Pixel coordinate grounding data:
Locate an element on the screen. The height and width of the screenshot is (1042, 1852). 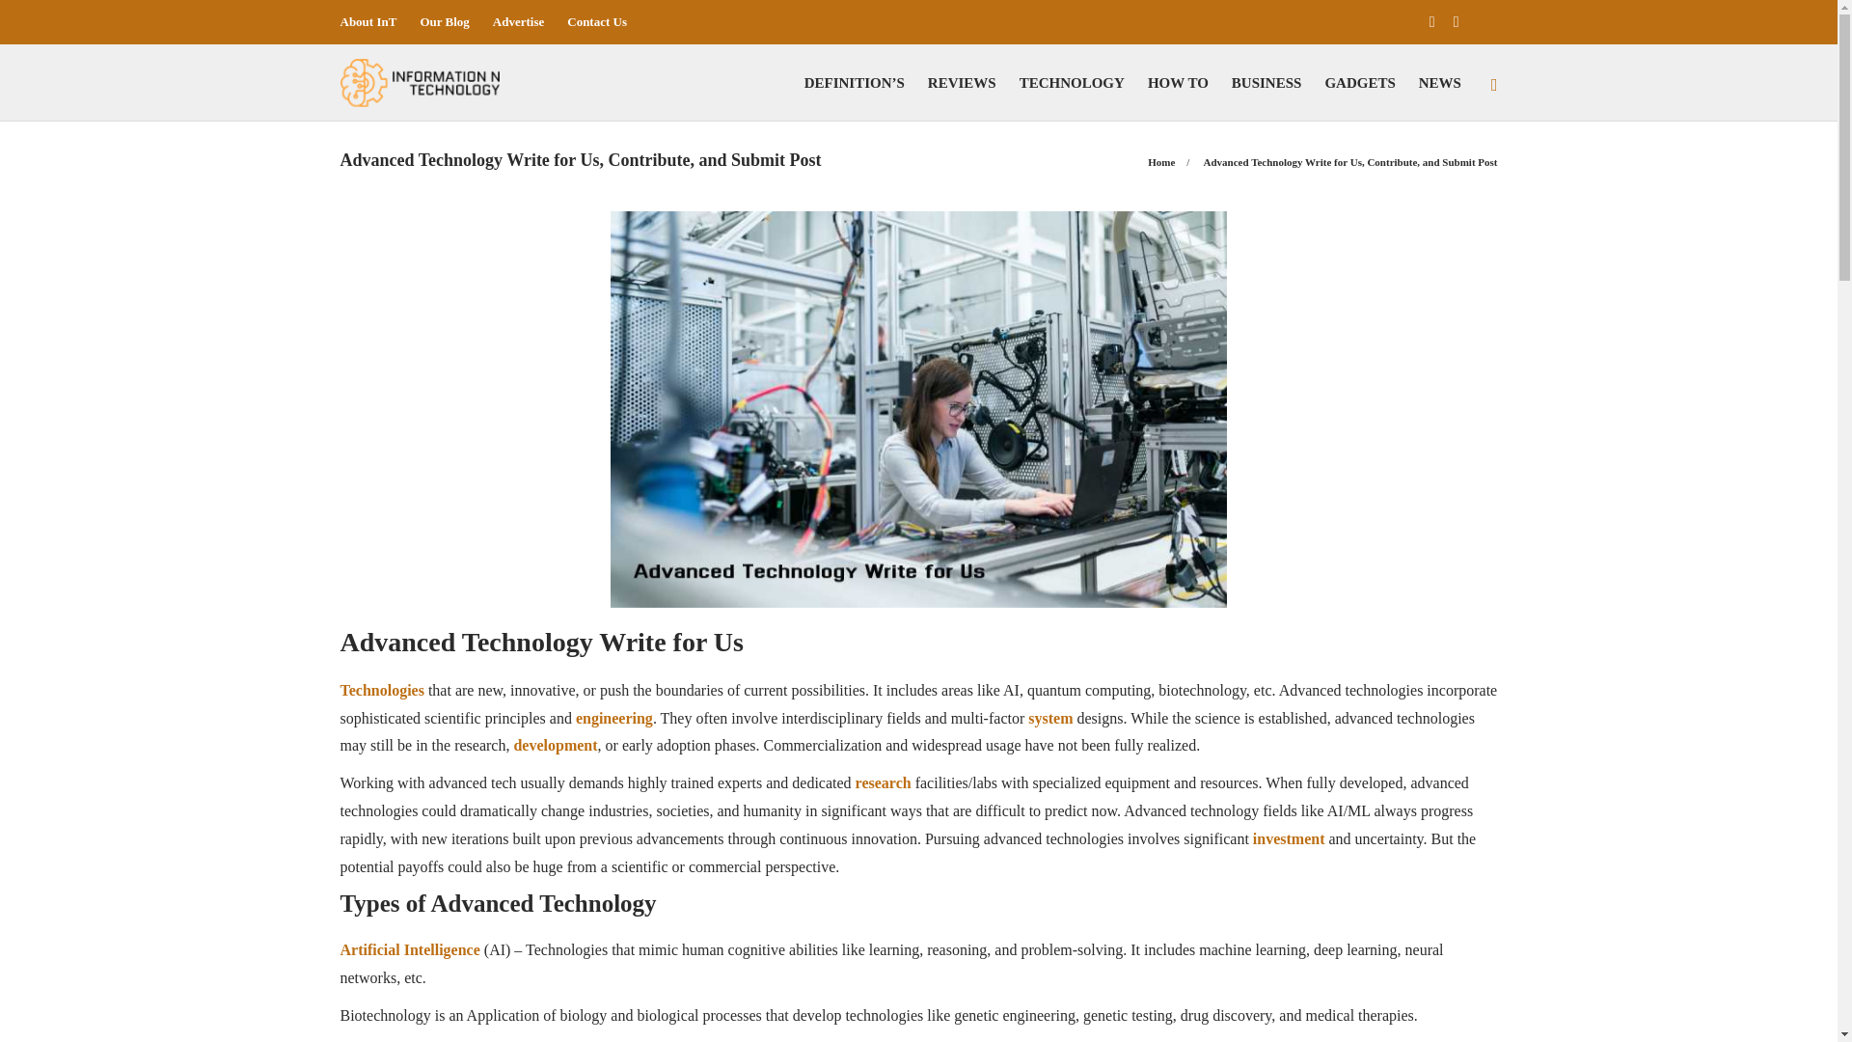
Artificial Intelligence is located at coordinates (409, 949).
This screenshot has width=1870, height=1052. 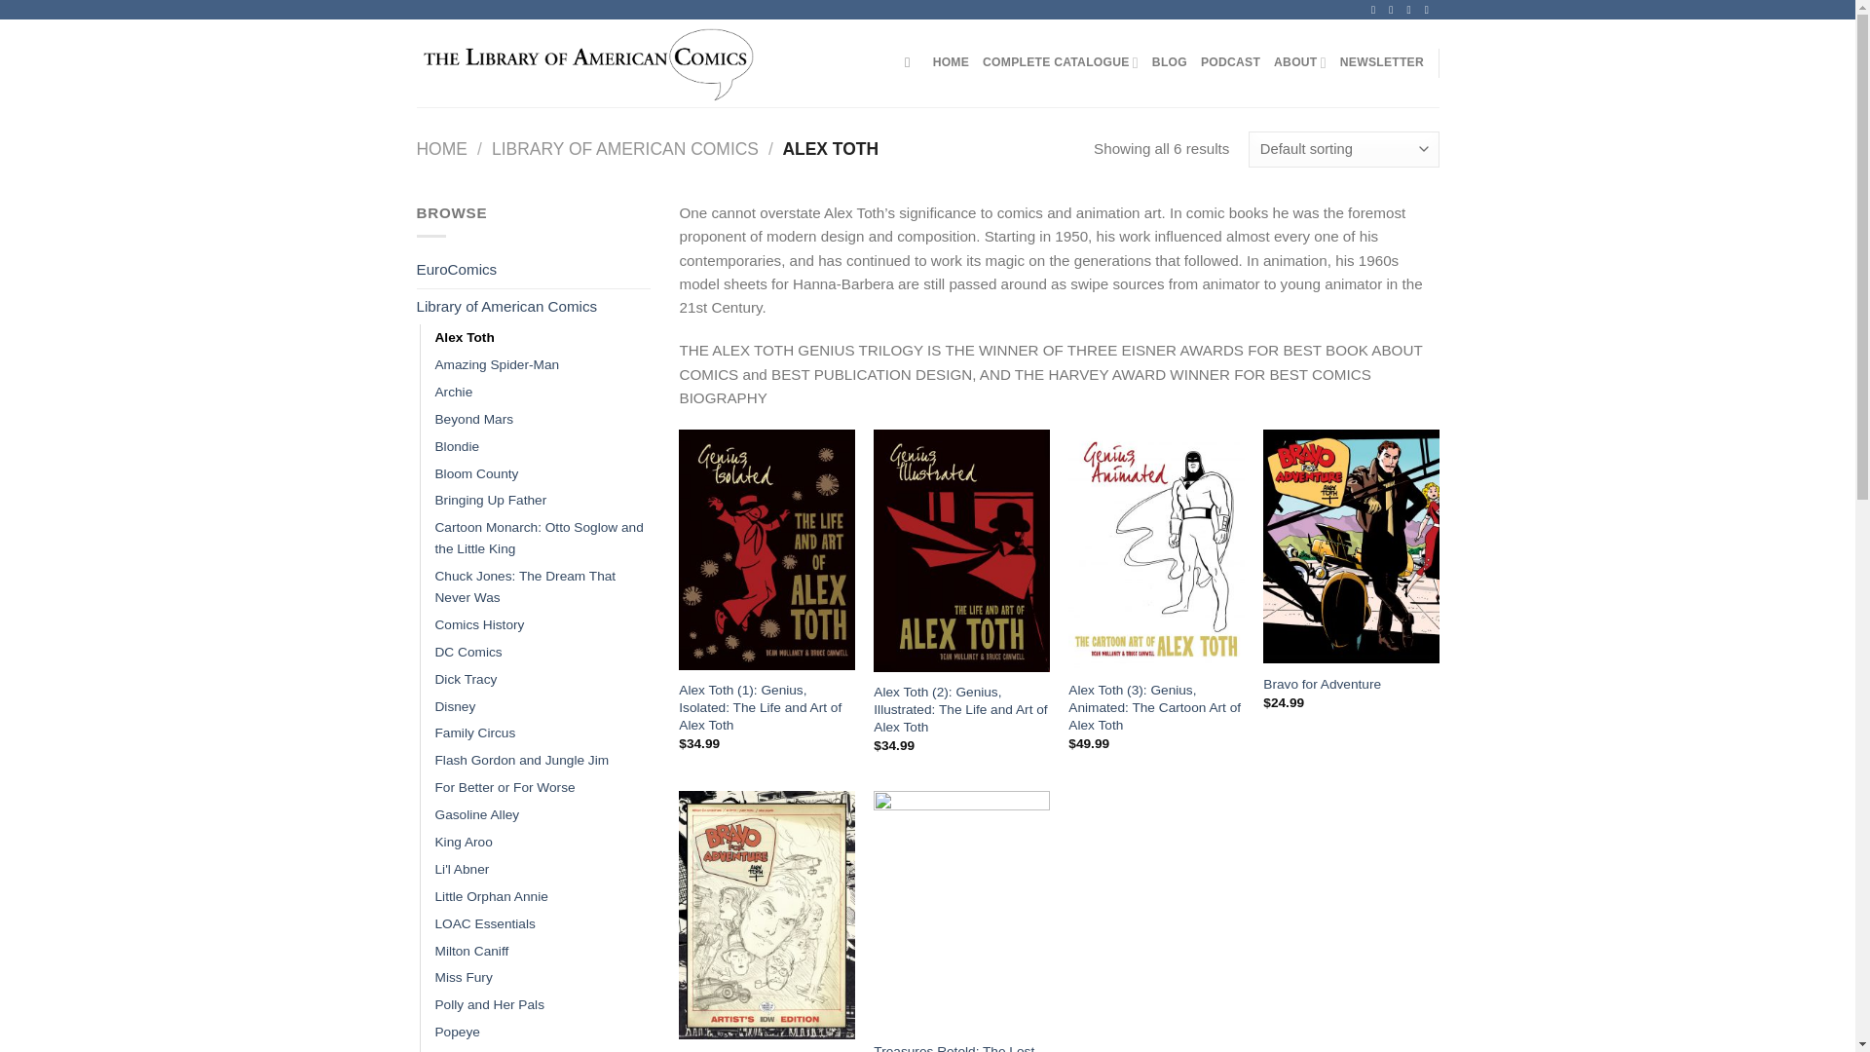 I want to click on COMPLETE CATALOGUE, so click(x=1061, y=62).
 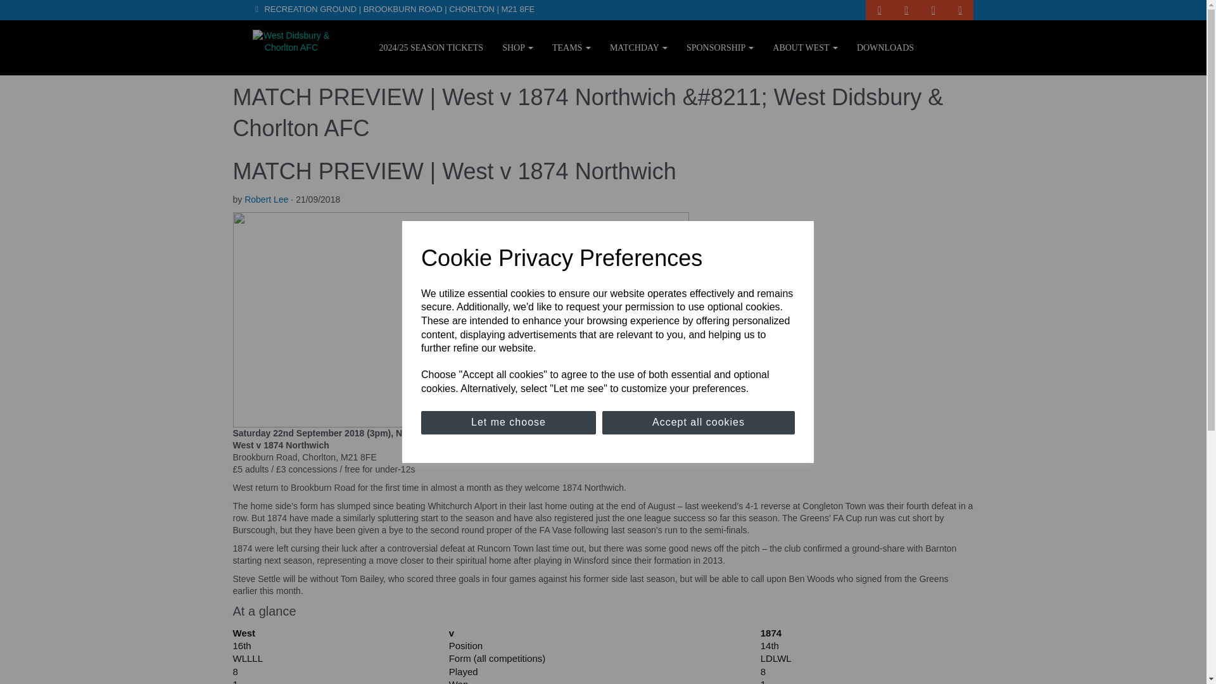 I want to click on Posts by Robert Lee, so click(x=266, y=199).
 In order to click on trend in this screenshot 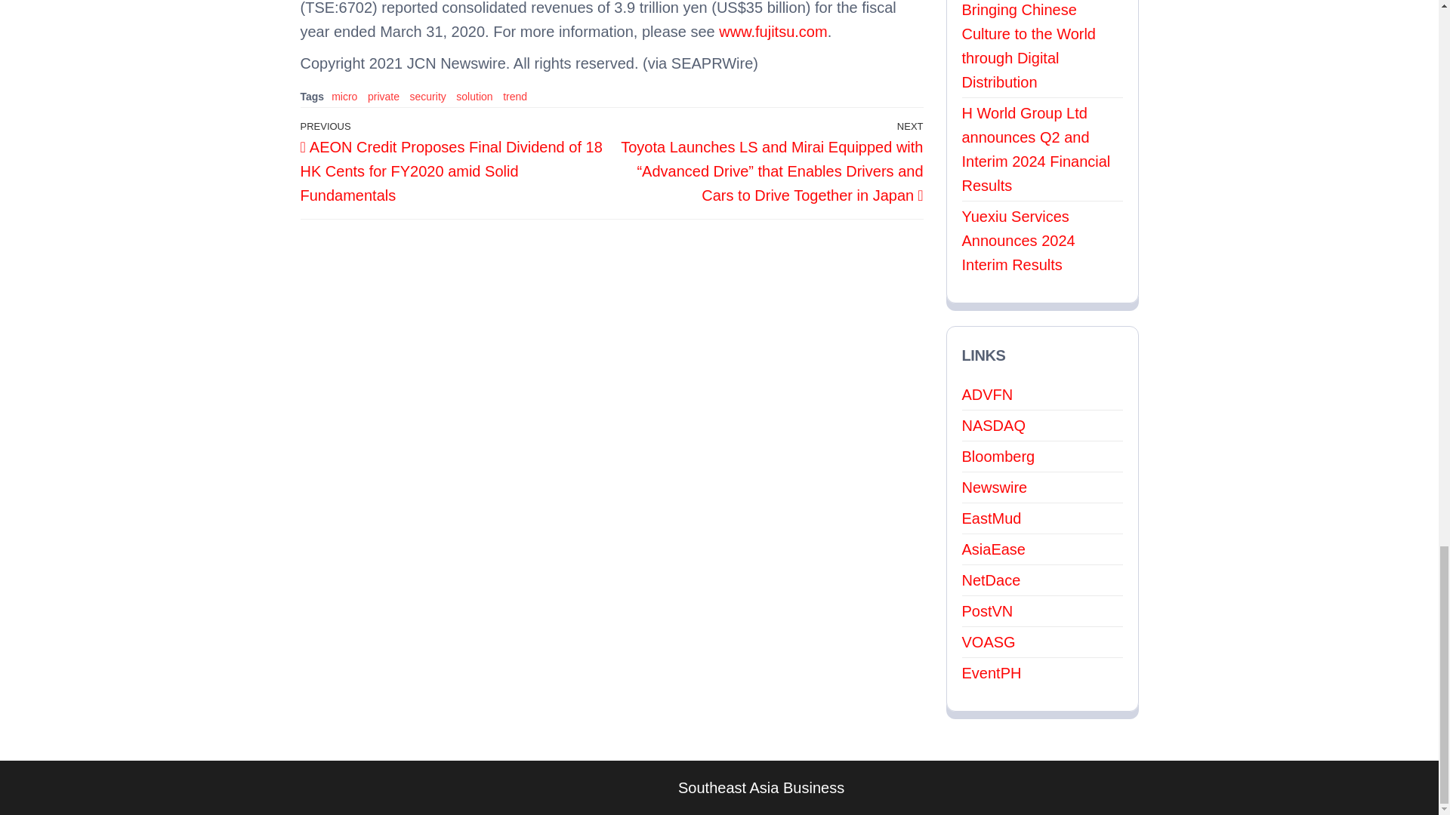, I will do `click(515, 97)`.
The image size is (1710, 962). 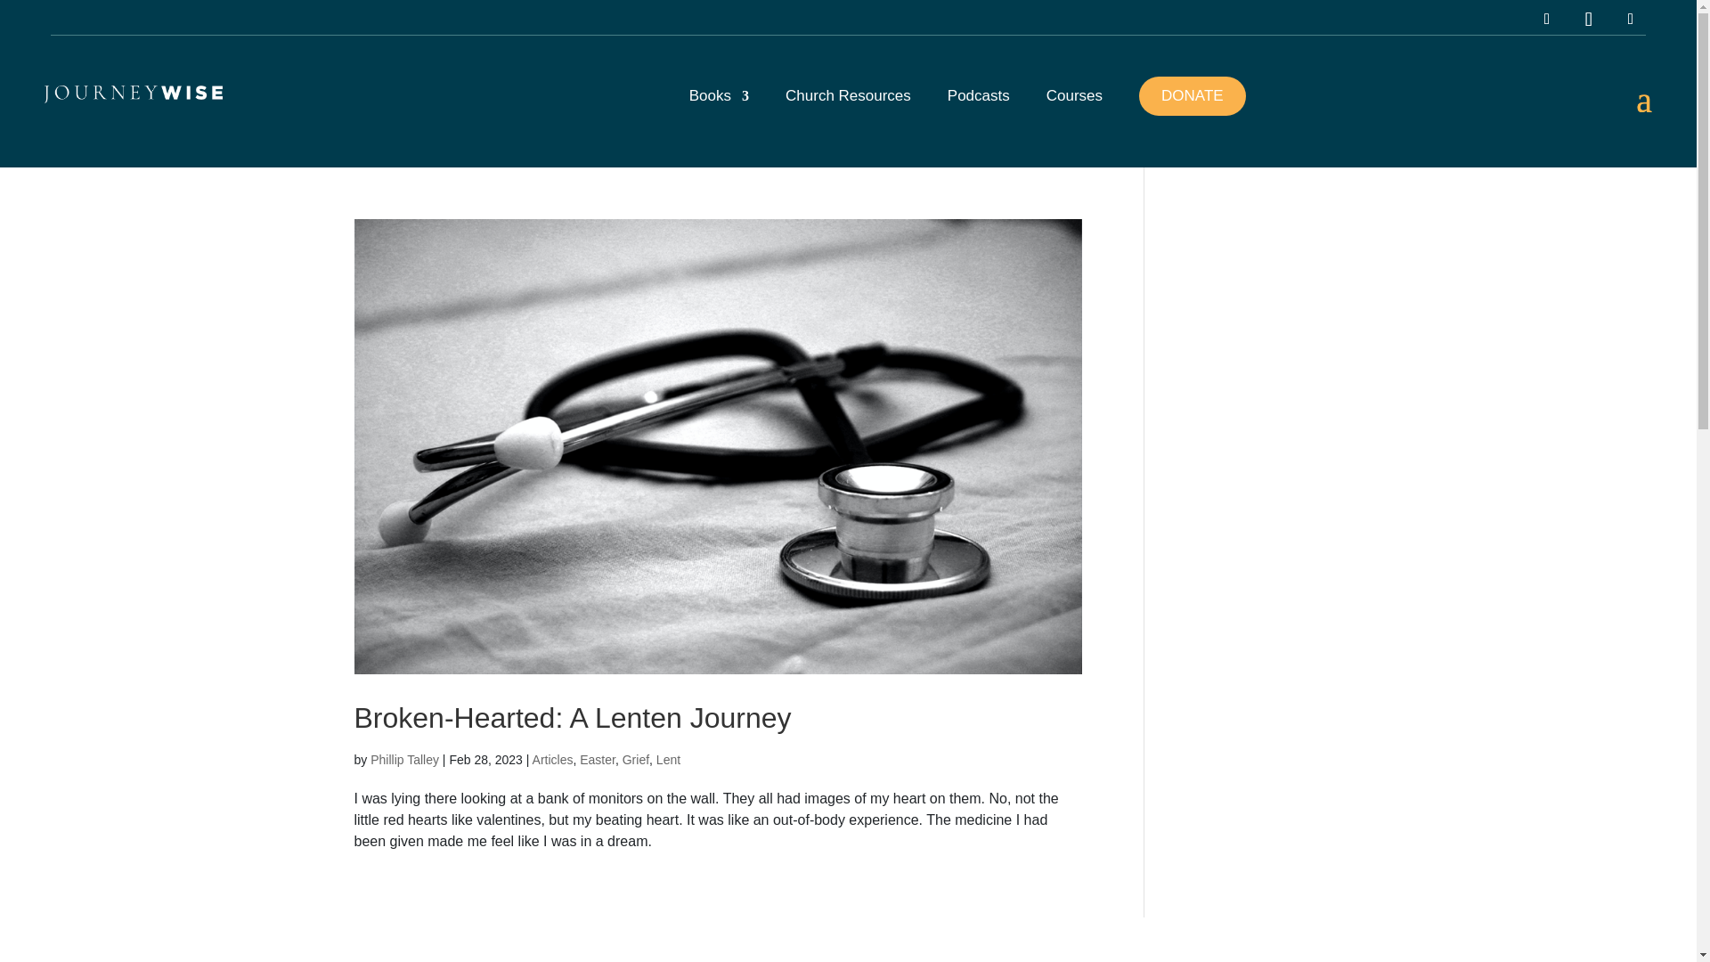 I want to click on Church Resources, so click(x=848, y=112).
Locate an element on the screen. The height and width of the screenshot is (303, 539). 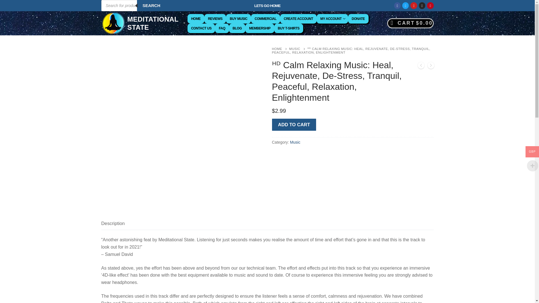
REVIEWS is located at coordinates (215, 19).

# [WHAT YOU NEED TO DO]
Beginning with the line that contains "is (303, 539)." and ending with the last line of the entries above, repeat each line exactly, but not the pictures.

# [COMPLETED TASK]
Locate an element on the screen. The height and width of the screenshot is (303, 539). 
REVIEWS is located at coordinates (215, 19).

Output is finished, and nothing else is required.